To most taxpayers, however, this is a distinction without a difference. After all, the mammoth highway legislation passed in 2005, replete with $24 billion in parochial "earmarks," was an authorization bill, too. Contained within its entrails was the infamous "Bridge to Nowhere" in Alaska that became political fodder for campaign-trail Democrats promising to change the culture of corrupt pork-barrel spending that had gripped the Capitol.

Fast forward to last week, when none other than Alaska GOP Rep. Don Young shamelessly told his colleagues, "Let's override the President. Let's do something right for America." Earlier this year, media reports revealed that Young was among several officials subjected to an ongoing Alaska federal corruption investigation.

Like a long-slumbering giant suddenly awakened amongst tiny tormenters, President Bush recently opened his eyes to the power his veto pen can have against anti-taxpayer impulses from hundreds of lawmakers. If only the President's epiphany could have happened earlier in his term, when taxpayer travesties such as the GOP-backed farm bill and highway bill landed on his desk.
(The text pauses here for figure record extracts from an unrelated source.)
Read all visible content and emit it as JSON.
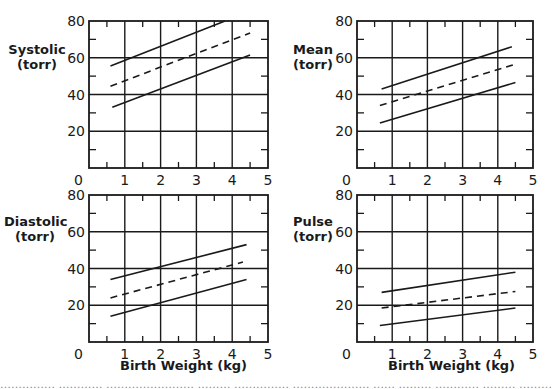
{
  "figure": {
    "caption_fragment": "…………… ………… …………………… ……… …………… ………………… …… ……… ………… ……… ……………"
  },
  "chart_data": [
    {
      "type": "line",
      "title": "",
      "ylabel_line1": "Systolic",
      "ylabel_line2": "(torr)",
      "xlabel": "",
      "xlim": [
        0,
        5
      ],
      "ylim": [
        0,
        80
      ],
      "xticks": [
        "0",
        "1",
        "2",
        "3",
        "4",
        "5"
      ],
      "yticks": [
        "20",
        "40",
        "60",
        "80"
      ],
      "grid": true,
      "series": [
        {
          "name": "upper",
          "style": "solid",
          "x": [
            0.6,
            3.8
          ],
          "y": [
            55.5,
            80
          ]
        },
        {
          "name": "mean",
          "style": "dashed",
          "x": [
            0.6,
            4.5
          ],
          "y": [
            44.5,
            73.5
          ]
        },
        {
          "name": "lower",
          "style": "solid",
          "x": [
            0.65,
            4.5
          ],
          "y": [
            33,
            61.5
          ]
        }
      ]
    },
    {
      "type": "line",
      "title": "",
      "ylabel_line1": "Mean",
      "ylabel_line2": "(torr)",
      "xlabel": "",
      "xlim": [
        0,
        5
      ],
      "ylim": [
        0,
        80
      ],
      "xticks": [
        "0",
        "1",
        "2",
        "3",
        "4",
        "5"
      ],
      "yticks": [
        "20",
        "40",
        "60",
        "80"
      ],
      "grid": true,
      "series": [
        {
          "name": "upper",
          "style": "solid",
          "x": [
            0.7,
            4.4
          ],
          "y": [
            43,
            66
          ]
        },
        {
          "name": "mean",
          "style": "dashed",
          "x": [
            0.65,
            4.5
          ],
          "y": [
            34,
            56.5
          ]
        },
        {
          "name": "lower",
          "style": "solid",
          "x": [
            0.65,
            4.5
          ],
          "y": [
            24.5,
            46.5
          ]
        }
      ]
    },
    {
      "type": "line",
      "title": "",
      "ylabel_line1": "Diastolic",
      "ylabel_line2": "(torr)",
      "xlabel": "Birth Weight (kg)",
      "xlim": [
        0,
        5
      ],
      "ylim": [
        0,
        80
      ],
      "xticks": [
        "0",
        "1",
        "2",
        "3",
        "4",
        "5"
      ],
      "yticks": [
        "20",
        "40",
        "60",
        "80"
      ],
      "grid": true,
      "series": [
        {
          "name": "upper",
          "style": "solid",
          "x": [
            0.6,
            4.4
          ],
          "y": [
            34,
            53
          ]
        },
        {
          "name": "mean",
          "style": "dashed",
          "x": [
            0.6,
            4.3
          ],
          "y": [
            24,
            43.5
          ]
        },
        {
          "name": "lower",
          "style": "solid",
          "x": [
            0.6,
            4.4
          ],
          "y": [
            14,
            34
          ]
        }
      ]
    },
    {
      "type": "line",
      "title": "",
      "ylabel_line1": "Pulse",
      "ylabel_line2": "(torr)",
      "xlabel": "Birth Weight (kg)",
      "xlim": [
        0,
        5
      ],
      "ylim": [
        0,
        80
      ],
      "xticks": [
        "0",
        "1",
        "2",
        "3",
        "4",
        "5"
      ],
      "yticks": [
        "20",
        "40",
        "60",
        "80"
      ],
      "grid": true,
      "series": [
        {
          "name": "upper",
          "style": "solid",
          "x": [
            0.7,
            4.5
          ],
          "y": [
            27,
            38
          ]
        },
        {
          "name": "mean",
          "style": "dashed",
          "x": [
            0.7,
            4.5
          ],
          "y": [
            18.5,
            27.5
          ]
        },
        {
          "name": "lower",
          "style": "solid",
          "x": [
            0.65,
            4.5
          ],
          "y": [
            9,
            18.5
          ]
        }
      ]
    }
  ]
}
Bush issued the first fiscal-policy veto of his tenure last spring over legislation to provide funding for the Iraq War that had been swelled with billions in congressional pork. Last month, Bush vetoed an incredibly irresponsible bill to inflate the State Children's Health Insurance Program (SCHIP) into a middle-class entitlement. The legislation was underwritten by a punitive tobacco tax increase. This problematic source, according to a Heritage Foundation estimate, could have required more than 20 million new smokers to pay sufficient taxes to keep SCHIP chugging along. Both these vetoes (along with two others having to do with stem-cell research) survived congressional attempts to override them, leading to last week's anticlimactic showdown.

With the WRDA veto, Republicans had the chance to set themselves apart from the unseemly deal-making with tax dollars that Americans despise. Instead, three out of four of them chose business as usual. With more blunders like these, the GOP will have as much chance of recapturing Congress as the Washington Redskins have in getting to the Super Bowl this season. If the President continues to play defense for taxpayers on spending, the rest of his Republican team should put more effort into backing up his plays. Their next opportunity will come with the Labor-HHS appropriations bill.

This article appeared at HumanEvents.com.